2024 Budget, What’s in it for me?

Benjamin Moore unpacks the spring budget and discusses how it will affect students

Benjamin Moore
18th March 2024
Image Credit: Flickr
In a 1789 letter to French physicist Jean-Baptiste Le Roy, following the creation of America’s new constitution, an 83 year old Benjamin Franklin famously remarked, ‘Our new Constitution is now established, and has an appearance that promises permanency; but in this world nothing can be said to be certain, except death and taxes.’  Nearly 250 years on from America’s revolt over taxes, the British empire is long since dead and Britain has the highest tax burden since the late 40s. While America’s economic growth has been vibrant in recent years; Britain has lagged lethargically in the shadow of her former colony. Tasked with revitalising the British economy, Chancellor of the Exchequer Jeremy Hunt has presented the spring budget to parliament, with plenty of changes for us to ponder.

Here are the major policy announcements:

  • A 2% cut in National Insurance. (Down from 10% to 8% for employee contributions).
  • ‘Non-Dom’ tax regime abolished. (The system which allowed UK residents to pay tax elsewhere, famously used by the PM’s wife).
  • £10,000 raise in Child Benefit threshold. (Rising the threshold from £50,000 to 60,000. This change will stop 170,000 households from paying child benefits back, according to the Government.
  • The creation of a ‘British ISA’. (Designed to boost investment in UK-listed companies)
  • Tax rises on oil and gas producers, as well as vapes and tobacco.  

Mr Hunt has certainly been more subtle than his predecessor Kwasi Kwarteng. The now infamous ‘mini budget’ was filled with unfunded tax cuts, which instead of inspiring the growth that has been alluding Britain for so long, inspired a major sell-off in the Gilt market, effectively raising interest rates and bringing the pound to an all-time low. Determined to avoid such embarrassment, Hunt has proved himself to be on the more moderate fiscal side of the Tory party. But critics have claimed he has been too timid, or even dishonest with the framing of his budget.

Shadow Chancellor Rachel Reeves has accused the government of raising the tax burden through fiscal drag (not raising thresholds in line with inflation). “The government has given with one hand and taken much more with the other,” she stated. BBC presenter Amol Rajan even labelled Hunt the ‘fiscal drag queen’ in a fiery Paxman-style interview on Radio 4.

According to the Office for Budget Responsibility (OBR), tax as a share of GDP will hit 37.1% by 2028-29, 4% of GDP higher than the pre-pandemic level. This is approaching the post-war highs in the late 1940s, debt to GDP is now over 100% so we can expect this level of tax burden to continue or even rise. While our tax burden is less than many of our European counterparts, it is far more than the US. This leaves the UK in a bizarre midpoint between the desire for European public services and the dream of a vibrant American private sector.

But what is in this Budget for me? For students, not much. In the run-up to the budget, Martin Lewis lobbied the government to increase student living loans to keep up with inflation. With most living loans not even covering rent, students have been hammered by the cost-of-living crisis. A study from the Russell Group found that ‘1 in 4 students regularly go without food and other necessities because they cannot afford them.’ This budget has failed to address that issue, and with the recent rises in interest rates on student loans (linked to inflation), students can expect to be paying the government a lot of money throughout their lifetimes. For working families, the changes to National insurance and child benefits will undoubtedly be welcomed, but the freezing of the tax thresholds will still be a hard pill to swallow.

The Budget contains numerous other small tweaks but is not the typical budget of a party about to go into an election. The sad reality of public finances is that they are fundamentally political, particularly in an election year. It appears to many that this budget will set up a further set of more radical changes to public finances to bolster a Conservative election campaign. With debt and tax levels higher than ever, along with deteriorating public services and stagnating growth, the Treasury is going to need more imagination than tax changes to turn things around, but then again, to a man with a hammer everything looks like a nail.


TASK TO COMPLETE: Apart from the pictures, write out the records that follow exactly.
--- START ---
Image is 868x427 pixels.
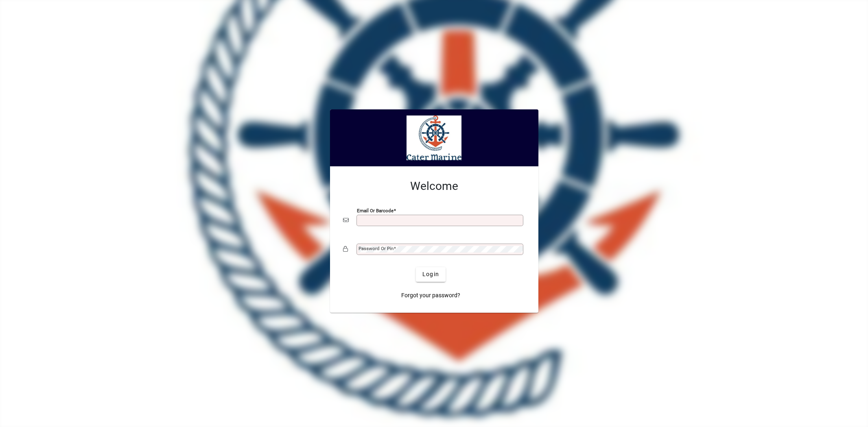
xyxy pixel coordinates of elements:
[343,179,525,193] h2: Welcome
[401,291,460,299] span: Forgot your password?
[357,207,393,213] mat-label: Email or Barcode
[398,288,463,303] a: Forgot your password?
[358,246,393,251] mat-label: Password or Pin
[422,270,439,279] span: Login
[416,267,446,282] button: Login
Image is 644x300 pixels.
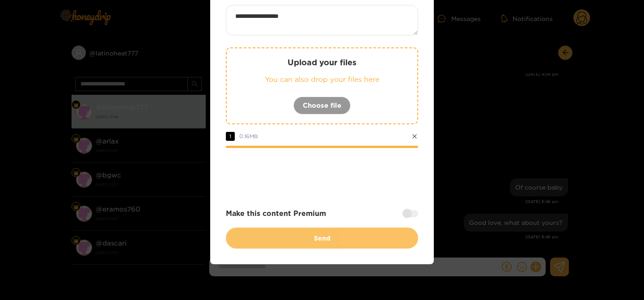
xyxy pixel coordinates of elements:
[293,96,351,114] button: Choose file
[245,57,399,67] p: Upload your files
[226,208,326,219] strong: Make this content Premium
[226,227,418,248] button: Send
[239,133,258,139] span: 0.16 MB
[226,132,235,141] span: 1
[245,74,399,85] p: You can also drop your files here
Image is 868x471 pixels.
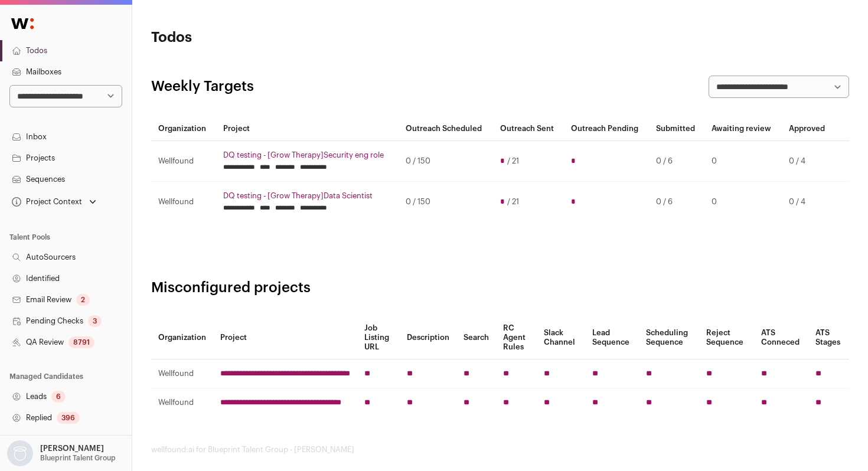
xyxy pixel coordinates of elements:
[7,440,33,466] img: nopic.png
[10,193,99,210] button: Open dropdown
[808,316,849,359] th: ATS Stages
[649,181,704,223] td: 0 / 6
[400,316,456,359] th: Description
[585,316,639,359] th: Lead Sequence
[151,445,849,454] footer: wellfound:ai for Blueprint Talent Group - [PERSON_NAME]
[88,315,102,327] div: 3
[216,117,398,141] th: Project
[57,412,79,424] div: 396
[496,316,536,359] th: RC Agent Rules
[151,278,849,297] h2: Misconfigured projects
[704,141,781,181] td: 0
[704,117,781,141] th: Awaiting review
[649,117,704,141] th: Submitted
[456,316,496,359] th: Search
[398,141,493,181] td: 0 / 150
[213,316,357,359] th: Project
[51,390,66,402] div: 6
[493,117,564,141] th: Outreach Sent
[536,316,584,359] th: Slack Channel
[151,316,213,359] th: Organization
[507,156,519,166] span: / 21
[40,453,116,463] p: Blueprint Talent Group
[5,12,40,35] img: Wellfound
[398,181,493,223] td: 0 / 150
[649,141,704,181] td: 0 / 6
[781,141,834,181] td: 0 / 4
[639,316,700,359] th: Scheduling Sequence
[704,181,781,223] td: 0
[151,181,216,223] td: Wellfound
[357,316,400,359] th: Job Listing URL
[151,388,213,417] td: Wellfound
[699,316,753,359] th: Reject Sequence
[507,197,519,207] span: / 21
[69,336,94,348] div: 8791
[151,117,216,141] th: Organization
[151,28,384,47] h1: Todos
[151,141,216,181] td: Wellfound
[564,117,649,141] th: Outreach Pending
[151,359,213,388] td: Wellfound
[223,191,391,201] a: DQ testing - [Grow Therapy]Data Scientist
[76,294,90,306] div: 2
[10,197,82,207] div: Project Context
[781,181,834,223] td: 0 / 4
[781,117,834,141] th: Approved
[151,77,254,96] h2: Weekly Targets
[754,316,808,359] th: ATS Conneced
[223,150,391,160] a: DQ testing - [Grow Therapy]Security eng role
[398,117,493,141] th: Outreach Scheduled
[5,440,118,466] button: Open dropdown
[40,444,104,453] p: [PERSON_NAME]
--- END ---
EXERCISE OUTPUT:
Image is 868x427 pixels.
xyxy pixel coordinates of elements:
[343,179,525,193] h2: Welcome
[401,291,460,299] span: Forgot your password?
[357,207,393,213] mat-label: Email or Barcode
[398,288,463,303] a: Forgot your password?
[358,246,393,251] mat-label: Password or Pin
[422,270,439,279] span: Login
[416,267,446,282] button: Login
Image is 644x300 pixels.
xyxy pixel coordinates of elements:
[293,96,351,114] button: Choose file
[245,57,399,67] p: Upload your files
[226,208,326,219] strong: Make this content Premium
[226,227,418,248] button: Send
[239,133,258,139] span: 0.16 MB
[226,132,235,141] span: 1
[245,74,399,85] p: You can also drop your files here
Image is 868x471 pixels.
xyxy pixel coordinates of elements:
[7,440,33,466] img: nopic.png
[10,193,99,210] button: Open dropdown
[808,316,849,359] th: ATS Stages
[649,181,704,223] td: 0 / 6
[400,316,456,359] th: Description
[585,316,639,359] th: Lead Sequence
[151,445,849,454] footer: wellfound:ai for Blueprint Talent Group - [PERSON_NAME]
[88,315,102,327] div: 3
[216,117,398,141] th: Project
[57,412,79,424] div: 396
[496,316,536,359] th: RC Agent Rules
[151,278,849,297] h2: Misconfigured projects
[704,141,781,181] td: 0
[704,117,781,141] th: Awaiting review
[649,117,704,141] th: Submitted
[456,316,496,359] th: Search
[398,141,493,181] td: 0 / 150
[213,316,357,359] th: Project
[51,390,66,402] div: 6
[493,117,564,141] th: Outreach Sent
[536,316,584,359] th: Slack Channel
[151,316,213,359] th: Organization
[507,156,519,166] span: / 21
[40,453,116,463] p: Blueprint Talent Group
[5,12,40,35] img: Wellfound
[398,181,493,223] td: 0 / 150
[649,141,704,181] td: 0 / 6
[781,141,834,181] td: 0 / 4
[639,316,700,359] th: Scheduling Sequence
[704,181,781,223] td: 0
[151,181,216,223] td: Wellfound
[357,316,400,359] th: Job Listing URL
[151,388,213,417] td: Wellfound
[699,316,753,359] th: Reject Sequence
[507,197,519,207] span: / 21
[69,336,94,348] div: 8791
[151,117,216,141] th: Organization
[151,28,384,47] h1: Todos
[151,141,216,181] td: Wellfound
[564,117,649,141] th: Outreach Pending
[151,359,213,388] td: Wellfound
[223,191,391,201] a: DQ testing - [Grow Therapy]Data Scientist
[76,294,90,306] div: 2
[10,197,82,207] div: Project Context
[781,181,834,223] td: 0 / 4
[781,117,834,141] th: Approved
[151,77,254,96] h2: Weekly Targets
[754,316,808,359] th: ATS Conneced
[223,150,391,160] a: DQ testing - [Grow Therapy]Security eng role
[398,117,493,141] th: Outreach Scheduled
[5,440,118,466] button: Open dropdown
[40,444,104,453] p: [PERSON_NAME]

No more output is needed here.